The envelope worried him greatly. Maybe, he thought, it was for a previous occupant of the room, but he wouldn’t have put a large bet on it. It worried him because he did not know what it contained, and it worried him because someone had been able to discover his whereabouts. He climbed into a taxi, sat down, and began to examine the envelope carefully.
After some minutes he decided, with not a great deal of confidence, that the contents of the envelope were not of a nature that would liberally scatter him and the taxi around the two hundred yards or so of Knightsbridge that surrounded them, and carefully slit it open with the top of his pen. It contained an RCA videocassette. A label was stuck to it, which read: ‘MEET ME AT THE MORGUE — starring I. Ephraim.’
He looked at the label, at first in disbelief, then with a grin on his face and then in terror, and he began to shake uncontrollably. There was a note also stuck to the cassette, which he tore off and opened. The note said: ‘You are to be in the bar of L’Hermitage Hotel in La Baule, Brittany, at midday, Saturday. You are to come alone.
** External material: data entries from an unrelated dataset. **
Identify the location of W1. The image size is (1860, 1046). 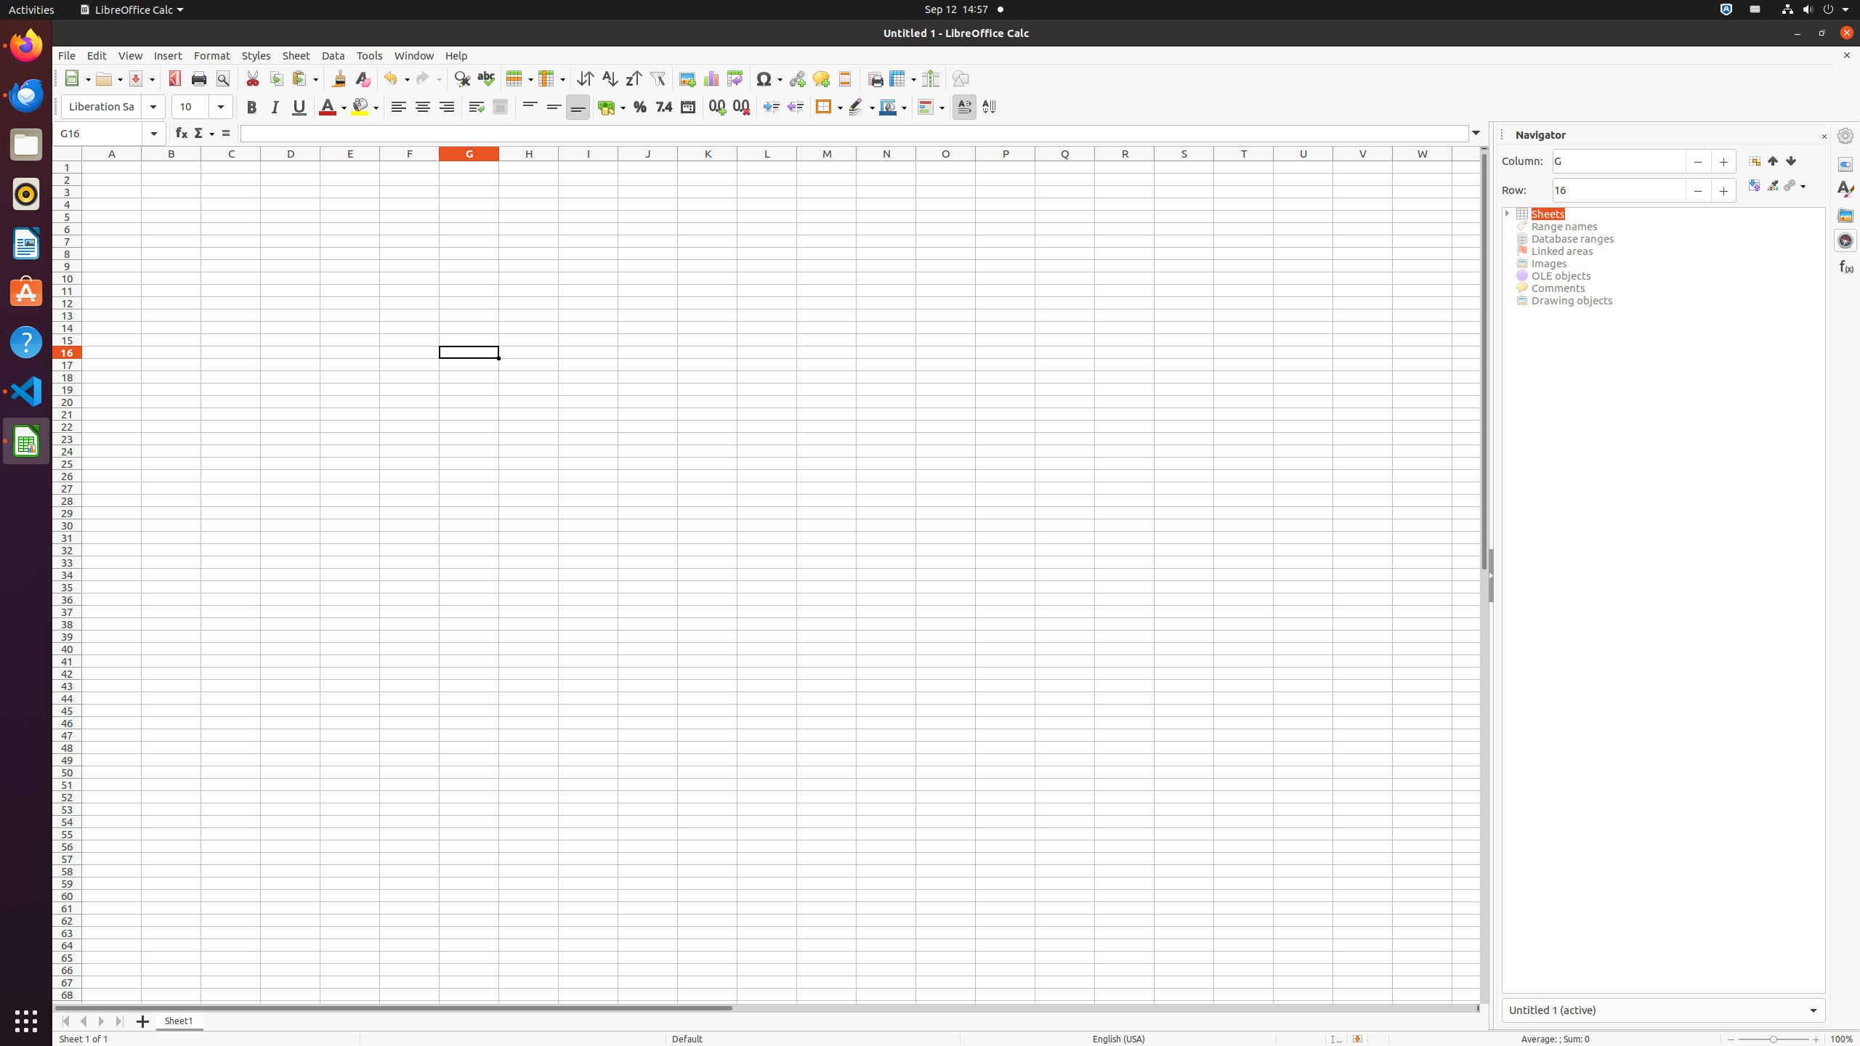
(1422, 167).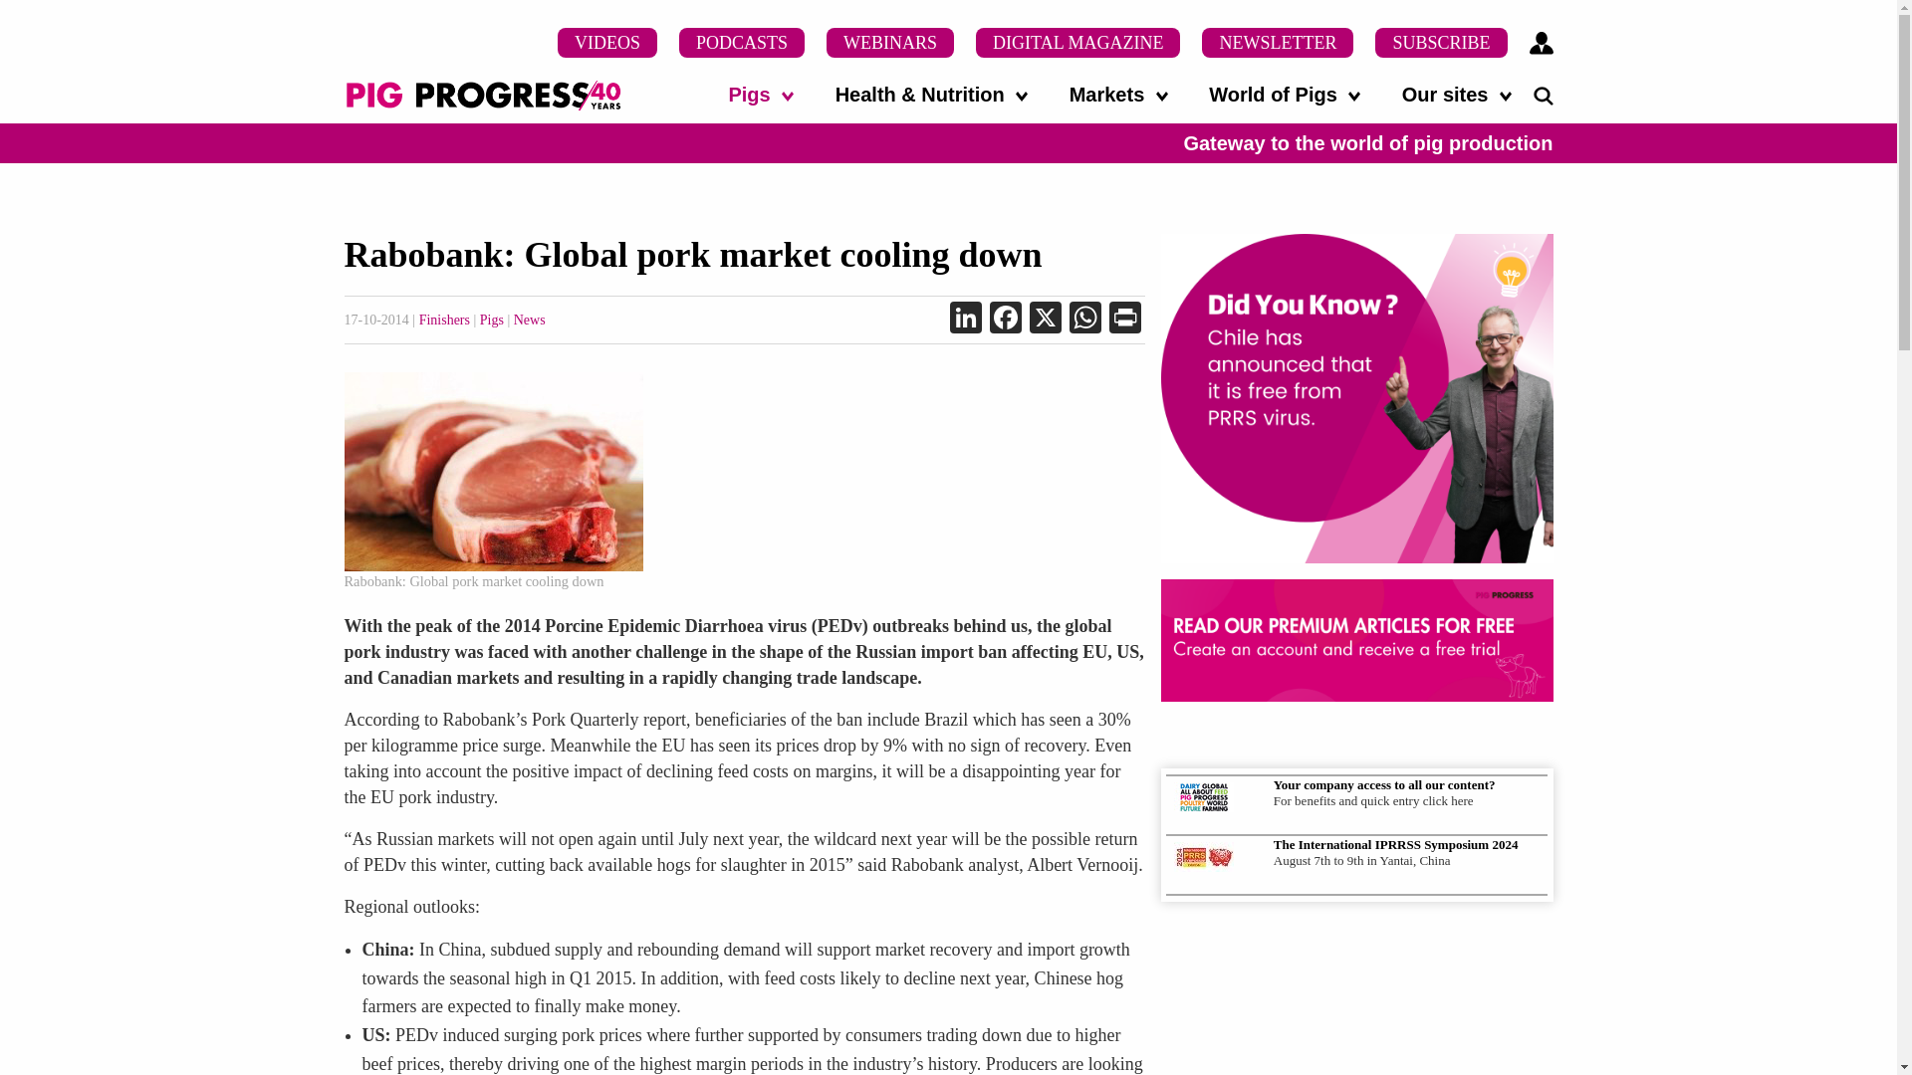 This screenshot has width=1912, height=1075. I want to click on Print, so click(1125, 321). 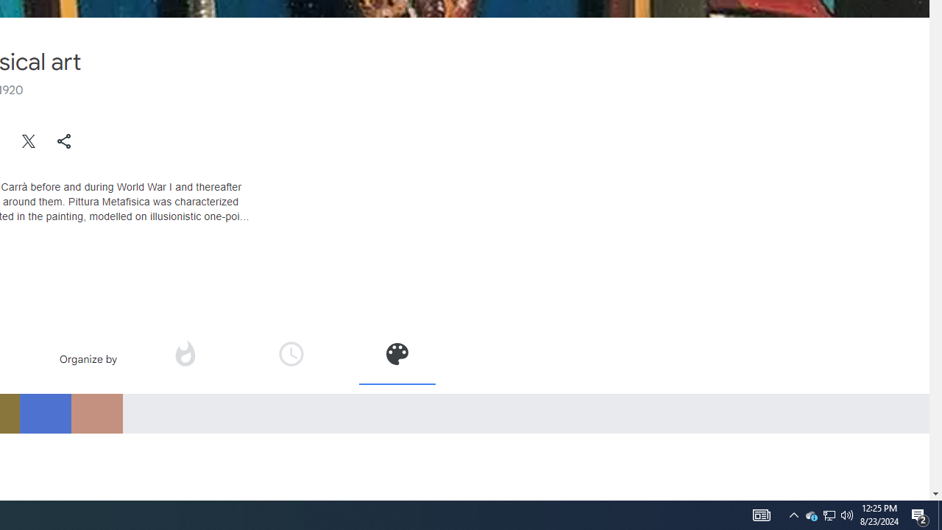 What do you see at coordinates (184, 353) in the screenshot?
I see `Organize by popularity` at bounding box center [184, 353]. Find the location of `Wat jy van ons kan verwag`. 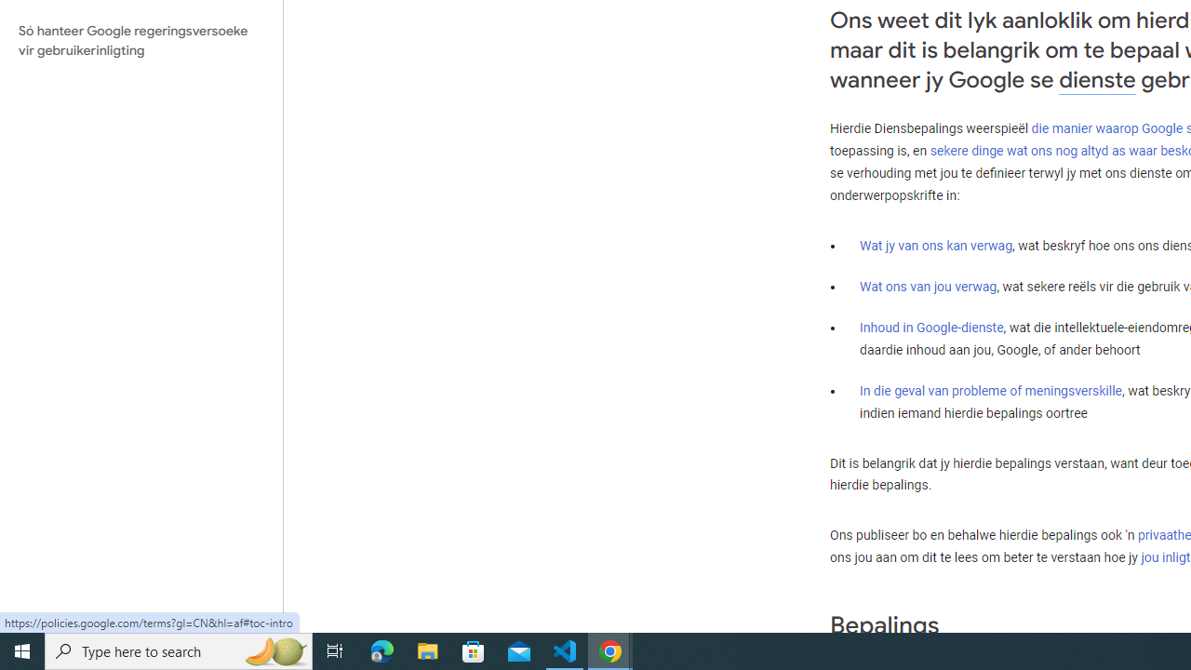

Wat jy van ons kan verwag is located at coordinates (936, 245).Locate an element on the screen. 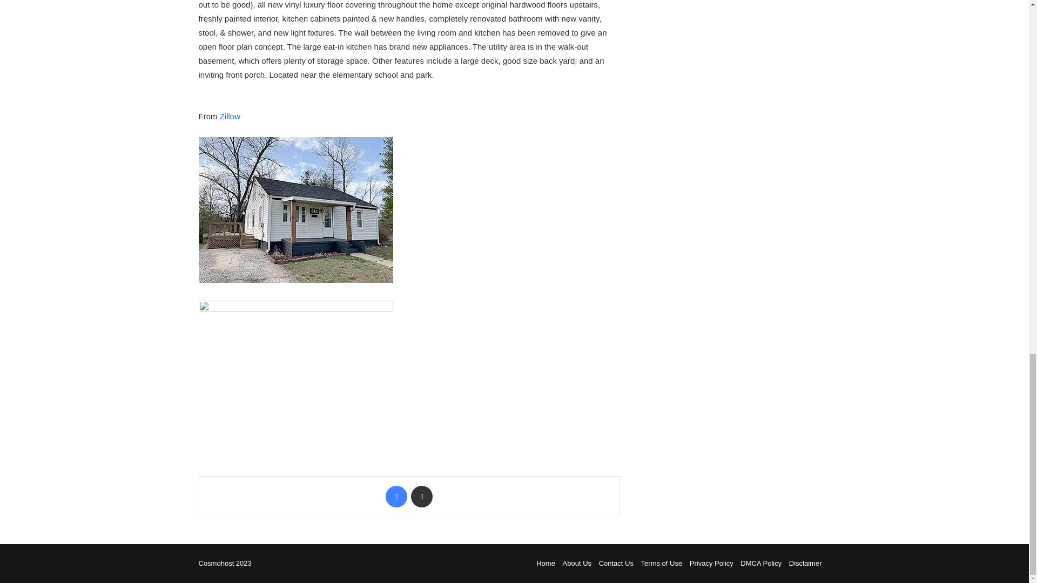 This screenshot has height=583, width=1037. Zillow  is located at coordinates (231, 116).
If anyone accompanies you, or follows you, or if you do not turn up, then one of these will be delivered to every press agency in the world at nine o’clock on Monday morning.’
The note was typed, by an electric typewriter with a plastic ribbon. The paper was a sheet of thin white A4 that could have been bought in any stationery shop in the world. Ephraim studied everything for some clue. There was none. His shaking got worse, and he felt his head become unbearably hot. He jerked the side window down, stuck his head out of the moving taxi, and was violently sick.